Not now Zoom! Video-calling service goes down in the UK and US leaving thousands of users unable to join conferences – after earlier outages took out Discord, Shopify and Outlook
- Video-calling service Zoom appears to be experiencing a major global outage
- Thousands of users in the UK and US claim they are unable to join conferences
- The outage comes as millions of Brits have been forced to work from home amid the national rail strikes
Video-calling service Zoom appears to be experiencing a major global outage, leaving thousands of users around the world unable to join conferences.
Problems started at around 15:17 BST (10.17 EDT) and are ongoing, according to the website Downdetector, which monitors website outages.
Users in the US and the UK were both reporting being unable to join or start conferences via the website or the app.
The company's service status page is reporting 'degraded performance' for users of its Web Portal.
'We have received reports of a subset of users being unable to access to Zoom Web Portal. We are currently investigating and will provide updates as we have them,' a note on the site posted at 15:38 BST (10:38 EDT) reads.
A further update posted at 15.59 BST states: 'We have resolved the issue causing a subset of users to be unable to access to Zoom Web Portal.We will continue to monitor and provide updates as we have them.'
The outage comes as millions of Brits have been forced to work from home due to the national rail strikes.
Zoom users in both the UK and the US took to Twitter to express their frustration (and in some cases delight) at the outage.
'Zoom is down and honestly we should just take the day off,' one user wrote.
'What a great way to start my morning at work, zoom being down,' wrote a US-based user, with an image of an upside down smiley face.
'Zoom being down just in time for everyone's 9:00AM staff meetings is a mood,' wrote another.
However, the glee was evident in some of the messages posted on the social network.
'Zoom being down on a day you have a meeting is the closest thing an adult will get to a snow day ever again,' one user wrote.
It is unclear what is causing the issue, and whether it is related to other widespread internet outages affecting websites and services including Outlook and Cloudflare - a content delivery network upon which much of the internet relies.
Microsoft's Outlook email platform was hit by service issue this afternoon making it inaccessible to some users.
The company confirmed the problem and said it was working to fix it, with no other services currently appearing to be impacted.
According to Microsoft's own service status website, some Outlook users 'may be unable to access their mailboxes via any connection method' and may encounter 'delays sending, receiving or accessing email messages'.
In a statement on the site, Microsoft said: 'We're continuing to analyse service monitoring telemetry to identify the next troubleshooting steps to mitigate the impact.'
The company added that the issue was specific to some users in Europe.
In an update, Microsoft said: 'We've identified that our traffic management infrastructure is not working as expected.
'We've successfully routed traffic to an alternate traffic management method, and we're seeing an improvement in service availability since this process completed.
'We're continuing to monitor the service availability as it improves, while we determine the root cause.'
According to Down Detector, affected users are seeing messages telling them they have been unable to connect to a server, and are struggling to connect to the service from across a range of devices.
The monitoring service showed it began receiving reports of problems at around 9am on Tuesday.
Many frustrated Outlook users have also taken to Twitter to discuss the outage.
One user wrote: 'Nearly throwing my laptop out the window before realising that Outlook emails are down.'
Another tweeted: 'Service has been down for more than three hours and almost all our mailboxes. This is incredibly bad.'
And one vented: 'Come on Microsoft. This should not be allowed to happen. Our whole company is crippled without the use of email and it's been down for hours. Where the back up plan!?!? #Ridiculous.'
These outages appear to be unrelated to an issue at web infrastructure firm Cloudflare.
A major outage at Cloudflare caused hundreds of websites across the internet to stop working and return a '500 Internal Server error' message this morning.
A content delivery network (CDN) is a distributed group of severs around the world that work in unison. Websites use these CDNs to deliver content from the cloud safely and as quickly as possible.
Cloudflare is the most popular content delivery network by some margin.
Websites affected by the outage from around 07:34 BST this morning included Discord, Shopify, Fitbit, Peloton, Grindr, Ring, bet365, Google, NordVPN, JustEat and Ladbrokes, according to Downdetector, which monitors website outages.
Cloudflare acknowledged the issue in an update on its official Twitter account.
'The Cloudflare team is aware of the current service issues and is working to resolve as quickly as possible,' it stated.
The company implemented a fix at 08.20 BST and posted an update on its service status page at 09:06 BST claiming to have resolved the issue.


**DESCRIPTION OF THE TASK:** From the data below, return each line in which the string "dashed" is found.
○ ○ ○ ○ ○
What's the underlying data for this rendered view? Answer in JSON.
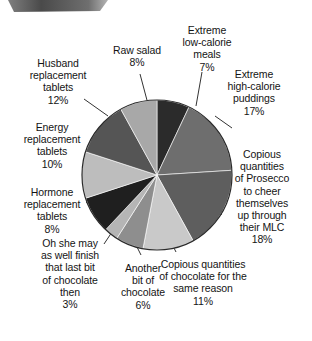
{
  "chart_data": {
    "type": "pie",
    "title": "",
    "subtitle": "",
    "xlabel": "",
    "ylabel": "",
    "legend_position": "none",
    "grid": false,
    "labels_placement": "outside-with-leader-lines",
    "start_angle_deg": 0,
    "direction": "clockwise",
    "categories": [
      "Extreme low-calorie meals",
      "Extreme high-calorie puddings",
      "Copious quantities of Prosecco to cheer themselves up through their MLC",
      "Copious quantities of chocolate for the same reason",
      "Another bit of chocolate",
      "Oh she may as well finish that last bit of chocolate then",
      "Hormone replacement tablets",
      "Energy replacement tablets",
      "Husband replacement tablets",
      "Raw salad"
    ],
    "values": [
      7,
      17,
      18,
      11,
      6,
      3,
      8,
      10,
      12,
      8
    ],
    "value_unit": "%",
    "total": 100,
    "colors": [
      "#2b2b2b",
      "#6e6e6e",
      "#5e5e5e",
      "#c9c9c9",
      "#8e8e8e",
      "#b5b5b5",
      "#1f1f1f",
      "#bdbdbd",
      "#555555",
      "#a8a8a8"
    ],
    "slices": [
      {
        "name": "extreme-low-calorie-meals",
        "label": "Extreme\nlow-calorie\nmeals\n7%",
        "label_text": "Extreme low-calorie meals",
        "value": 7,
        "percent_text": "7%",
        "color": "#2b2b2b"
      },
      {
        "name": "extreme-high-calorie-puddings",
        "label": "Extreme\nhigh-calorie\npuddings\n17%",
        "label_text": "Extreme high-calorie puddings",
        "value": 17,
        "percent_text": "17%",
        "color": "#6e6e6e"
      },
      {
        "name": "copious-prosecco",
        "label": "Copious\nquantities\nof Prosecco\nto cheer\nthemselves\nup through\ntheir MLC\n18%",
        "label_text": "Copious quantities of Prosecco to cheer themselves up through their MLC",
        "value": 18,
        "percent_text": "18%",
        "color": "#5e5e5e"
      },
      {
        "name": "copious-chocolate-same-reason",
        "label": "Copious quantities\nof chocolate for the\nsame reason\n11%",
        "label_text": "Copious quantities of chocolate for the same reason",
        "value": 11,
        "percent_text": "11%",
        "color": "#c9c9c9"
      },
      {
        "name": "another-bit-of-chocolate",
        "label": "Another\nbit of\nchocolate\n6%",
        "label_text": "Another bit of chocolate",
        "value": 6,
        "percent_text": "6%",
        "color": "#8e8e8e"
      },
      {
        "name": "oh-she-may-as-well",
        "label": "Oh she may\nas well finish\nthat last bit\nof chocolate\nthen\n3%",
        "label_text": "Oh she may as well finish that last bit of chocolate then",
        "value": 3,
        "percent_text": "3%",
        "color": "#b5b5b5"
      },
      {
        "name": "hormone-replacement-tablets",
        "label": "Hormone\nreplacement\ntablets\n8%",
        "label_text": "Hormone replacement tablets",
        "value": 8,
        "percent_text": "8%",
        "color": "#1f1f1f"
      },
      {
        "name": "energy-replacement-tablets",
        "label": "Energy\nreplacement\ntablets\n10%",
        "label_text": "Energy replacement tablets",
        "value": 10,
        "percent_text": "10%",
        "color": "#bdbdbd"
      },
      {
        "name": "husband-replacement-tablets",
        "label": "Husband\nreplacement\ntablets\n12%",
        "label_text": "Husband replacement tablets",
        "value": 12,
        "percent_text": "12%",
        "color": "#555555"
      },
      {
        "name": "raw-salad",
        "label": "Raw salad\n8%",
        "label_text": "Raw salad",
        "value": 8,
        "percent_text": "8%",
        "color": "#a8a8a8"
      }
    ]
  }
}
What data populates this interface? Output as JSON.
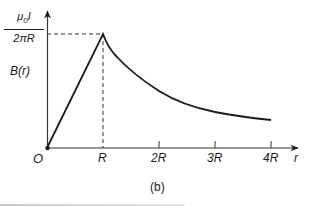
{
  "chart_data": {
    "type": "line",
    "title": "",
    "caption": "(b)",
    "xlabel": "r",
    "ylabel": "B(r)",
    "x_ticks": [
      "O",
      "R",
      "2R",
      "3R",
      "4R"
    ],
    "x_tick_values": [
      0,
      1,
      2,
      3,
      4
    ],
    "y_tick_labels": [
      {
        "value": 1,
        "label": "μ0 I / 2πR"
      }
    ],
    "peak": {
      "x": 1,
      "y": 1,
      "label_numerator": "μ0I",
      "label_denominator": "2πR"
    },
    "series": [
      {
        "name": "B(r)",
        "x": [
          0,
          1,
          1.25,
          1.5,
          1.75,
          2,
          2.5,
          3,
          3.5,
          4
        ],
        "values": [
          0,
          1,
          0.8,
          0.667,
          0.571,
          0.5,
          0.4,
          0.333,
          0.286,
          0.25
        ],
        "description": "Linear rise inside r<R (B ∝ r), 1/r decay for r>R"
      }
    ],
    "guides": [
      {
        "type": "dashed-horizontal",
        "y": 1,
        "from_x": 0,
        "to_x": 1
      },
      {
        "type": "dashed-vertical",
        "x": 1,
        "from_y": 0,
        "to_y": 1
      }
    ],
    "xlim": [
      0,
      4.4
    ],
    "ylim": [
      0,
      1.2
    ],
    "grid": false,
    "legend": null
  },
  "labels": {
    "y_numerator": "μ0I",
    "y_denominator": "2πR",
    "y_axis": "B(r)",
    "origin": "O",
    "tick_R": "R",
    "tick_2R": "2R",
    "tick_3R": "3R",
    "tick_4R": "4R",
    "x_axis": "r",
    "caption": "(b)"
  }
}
○ ○ ○ ○ ○
**TASK OUTPUT:**
        "type": "dashed-horizontal",
        "type": "dashed-vertical",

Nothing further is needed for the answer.